A Quote by Elie Wiesel

I come from a tradition - from the Jewish tradition, which believes in words, in language, in communication. — © Elie Wiesel
I come from a tradition - from the Jewish tradition, which believes in words, in language, in communication.
I don't really know of the Jewish tradition of comedy, only the Jewish tradition of not keeping your mouth shut. Complaining about all that is hard, unfair or ridiculous in life-having strong feelings, and not being able to suppress them. That, to me, is Jewish.
One reason which I find particularly fascinating about Israel is this. There is no such thing as a Jewish civilization. There is a Jewish culture, a Jewish religion, but there is no such thing as a Jewish civilization. The Jews were a component basically of two civilizations. In the Western world, we talk about the Judeo-Christian tradition and you talk about the Judeo-Islamic tradition because there were large and important Jewish communities living in the lands of Islam.
God is not good, or wise, or intelligent anyway that we know. So, people like Maimonides in the Jewish tradition, Eboncina in the Muslim tradition, Thomas Aquinas in the Christian tradition, insisted that we couldn't even say that God existed because our concept of existence is far too limited and they would have been horrified by the ease with which we talk about God today.
When they talk about family values, it's in a repressive way, as if our American tradition were only the Puritan tradition or the 19th century oppressive tradition. The Christian tradition.
It is obvious that the war which Hitler and his accomplices waged was a war not only against Jewish men, women, and children, but also against Jewish religion, Jewish culture, Jewish tradition, therefore Jewish memory.
Those who feel guilty contemplating "betraying" the tradition they love by acknowledging their disapproval of elements within it should reflect on the fact that the very tradition to which they are so loyal—the "eternal" tradition introduced to them in their youth—is in fact the evolved product of many adjustments firmly but delicately made by earlier lovers of the same tradition.
I grew up in a tradition where having ideas and contributing to the community and creating art that had an impact on the world mattered. That's part of the Jewish tradition.
It's time to realise that tradition is fantastic but if because of tradition and only tradition you lose everyone it's less fantastic so you have to keep some tradition to this sport of course but you also have to live in your century.
The value for me being in a mainline tradition is history and memory, which is not just Christian tradition but denominational tradition, and characters, you know, with real distinct flavors of ways to be Christian.
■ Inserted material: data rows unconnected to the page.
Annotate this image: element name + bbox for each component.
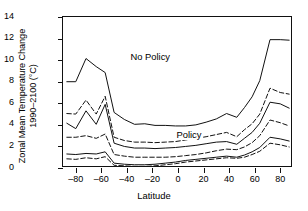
x-axis-tick [280, 168, 281, 173]
y-axis-tick-label: 12 [0, 33, 14, 42]
y-axis-title-line1: Zonal Mean Temperature Change [17, 29, 28, 163]
y-axis-tick-label: 8 [0, 76, 14, 85]
x-axis-tick [204, 168, 205, 173]
series-line [67, 143, 289, 166]
x-axis-tick [255, 168, 256, 173]
y-axis-tick [58, 168, 63, 169]
x-axis-tick [178, 168, 179, 173]
y-axis-tick [58, 103, 63, 104]
x-axis-tick [229, 168, 230, 173]
series-line [67, 40, 289, 126]
y-axis-tick [58, 146, 63, 147]
y-axis-tick-label: 0 [0, 163, 14, 172]
y-axis-tick [58, 82, 63, 83]
y-axis-tick [58, 17, 63, 18]
y-axis-tick [58, 60, 63, 61]
plot-area: –80–60–40–20020406080No PolicyPolicy [62, 16, 292, 167]
y-axis-tick-label: 6 [0, 98, 14, 107]
y-axis-tick [58, 125, 63, 126]
x-axis-title: Latitude [0, 190, 308, 201]
x-axis-tick [152, 168, 153, 173]
annotation-no-policy: No Policy [129, 51, 171, 62]
x-axis-tick [127, 168, 128, 173]
y-axis-title: Zonal Mean Temperature Change 1990–2100 … [11, 12, 45, 180]
annotation-policy: Policy [175, 129, 202, 140]
y-axis-title-line2: 1990–2100 (°C) [28, 64, 39, 128]
series-canvas [63, 17, 293, 168]
y-axis-tick-label: 2 [0, 141, 14, 150]
x-axis-tick [76, 168, 77, 173]
x-axis-tick [101, 168, 102, 173]
y-axis-tick [58, 39, 63, 40]
y-axis-tick-label: 14 [0, 12, 14, 21]
chart-figure: Zonal Mean Temperature Change 1990–2100 … [0, 0, 308, 211]
y-axis-tick-label: 4 [0, 119, 14, 128]
x-axis-tick-label: 80 [260, 175, 300, 184]
y-axis-tick-label: 10 [0, 55, 14, 64]
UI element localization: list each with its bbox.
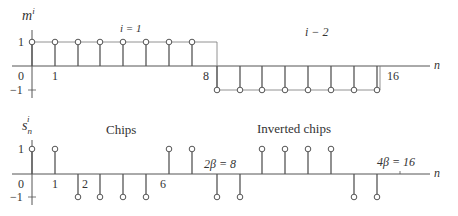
top-tick-y-plus: 1 <box>18 35 24 49</box>
stem-marker <box>143 194 149 200</box>
top-y-label: mi <box>22 6 35 23</box>
stem-marker <box>282 146 288 152</box>
stem-marker <box>143 39 149 45</box>
stem-marker <box>75 194 81 200</box>
stem-marker <box>214 87 220 93</box>
stem-marker <box>351 194 357 200</box>
stem-marker <box>166 146 172 152</box>
stem-marker <box>120 39 126 45</box>
stem-marker <box>259 87 265 93</box>
bottom-tick-origin: 0 <box>18 177 24 191</box>
top-plot-message-signal: mi n i = 1 i − 2 1 −1 0 1 8 16 <box>10 6 440 98</box>
stem-marker <box>75 39 81 45</box>
bottom-tick-1: 1 <box>52 177 58 191</box>
stem-marker <box>237 87 243 93</box>
stem-marker <box>97 39 103 45</box>
stem-marker <box>374 194 380 200</box>
bottom-y-label: sni <box>22 114 32 136</box>
top-x-label: n <box>434 58 440 72</box>
top-tick-8: 8 <box>203 69 209 83</box>
stem-marker <box>166 39 172 45</box>
stem-marker <box>29 39 35 45</box>
stem-marker <box>189 146 195 152</box>
stem-marker <box>282 87 288 93</box>
stem-marker <box>189 39 195 45</box>
stem-marker <box>328 146 334 152</box>
stem-marker <box>97 194 103 200</box>
top-annotation-i2: i − 2 <box>305 25 328 39</box>
bottom-tick-y-minus: −1 <box>10 190 23 204</box>
top-tick-y-minus: −1 <box>10 83 23 97</box>
stem-marker <box>120 194 126 200</box>
stem-marker <box>52 39 58 45</box>
stem-marker <box>214 194 220 200</box>
stem-marker <box>328 87 334 93</box>
stem-marker <box>29 146 35 152</box>
bottom-annotation-inverted: Inverted chips <box>257 121 331 136</box>
stem-marker <box>305 87 311 93</box>
spread-spectrum-diagram: mi n i = 1 i − 2 1 −1 0 1 8 16 sni n Chi… <box>0 0 458 216</box>
stem-marker <box>305 146 311 152</box>
top-annotation-i1: i = 1 <box>120 22 141 34</box>
stem-marker <box>351 87 357 93</box>
stem-marker <box>237 194 243 200</box>
top-tick-1: 1 <box>52 69 58 83</box>
stem-marker <box>259 146 265 152</box>
top-tick-16: 16 <box>387 69 399 83</box>
bottom-annotation-chips: Chips <box>106 122 136 137</box>
bottom-plot-chip-sequence: sni n Chips Inverted chips 1 −1 0 1 2 6 … <box>10 114 440 205</box>
stem-marker <box>52 146 58 152</box>
bottom-stems <box>29 146 380 200</box>
bottom-x-label: n <box>434 166 440 180</box>
bottom-tick-y-plus: 1 <box>18 142 24 156</box>
stem-marker <box>374 87 380 93</box>
bottom-tick-6: 6 <box>160 177 166 191</box>
bottom-tick-4beta: 4β = 16 <box>377 155 415 169</box>
bottom-tick-2: 2 <box>82 177 88 191</box>
top-tick-origin: 0 <box>18 69 24 83</box>
bottom-tick-2beta: 2β = 8 <box>204 157 236 171</box>
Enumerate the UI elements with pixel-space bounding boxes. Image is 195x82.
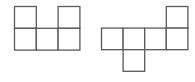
- net-right-square: [145, 28, 167, 50]
- net-left: [15, 7, 80, 51]
- net-left-square: [15, 7, 37, 29]
- net-left-square: [36, 28, 58, 50]
- net-left-square: [58, 7, 80, 29]
- net-right-square: [123, 28, 145, 50]
- net-right-square: [166, 28, 188, 50]
- net-right-square: [102, 28, 124, 50]
- net-right: [102, 7, 188, 72]
- net-right-square: [166, 7, 188, 29]
- diagram-canvas: [0, 0, 195, 82]
- net-right-square: [123, 50, 145, 72]
- net-left-square: [15, 28, 37, 50]
- net-left-square: [58, 28, 80, 50]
There are some religious traditions that view human beings as participants in creation. This is true of the Jewish tradition, from which I come.
When tradition is thought to state the way things really are, it becomes the director and judge of our lives; we are, in effect, imprisoned by it. On the other hand, tradition can be understood as a pointer to that which is beyond tradition: the sacred. Then it functions not as a prison but as a lens.
Tradition is the transmitting of linguistic messages that constitute the horizon within which Dasein is thrown as a historically determined project: and tradition derives its importance from the fact that Being, as a horizon of disclosure in which things appear, can arise only as a trace of past words or as an announcement that has been handed down to us.
Tradition is no longer a continuity but a series of sharp breaks. The modern tradition is the tradition of revolt.
The urge to break with a tradition is only appropriate when you're dealing with an outdated, troublesome tradition: I never really thought about that because I take the old-fashioned approach of equating tradition with value (which may be a failing). But whatever the case, positive tradition can also provoke opposition if it's too powerful, too overwhelming, too demanding. That would basically be about the human side of wanting to hold your own.
As soon as tradition has come to be recognized as tradition, it is dead.
I think the approach to Islam as a tradition is helpful. Tradition helps us to focus on questions about authority and temporality, and about the language used in relation to the two.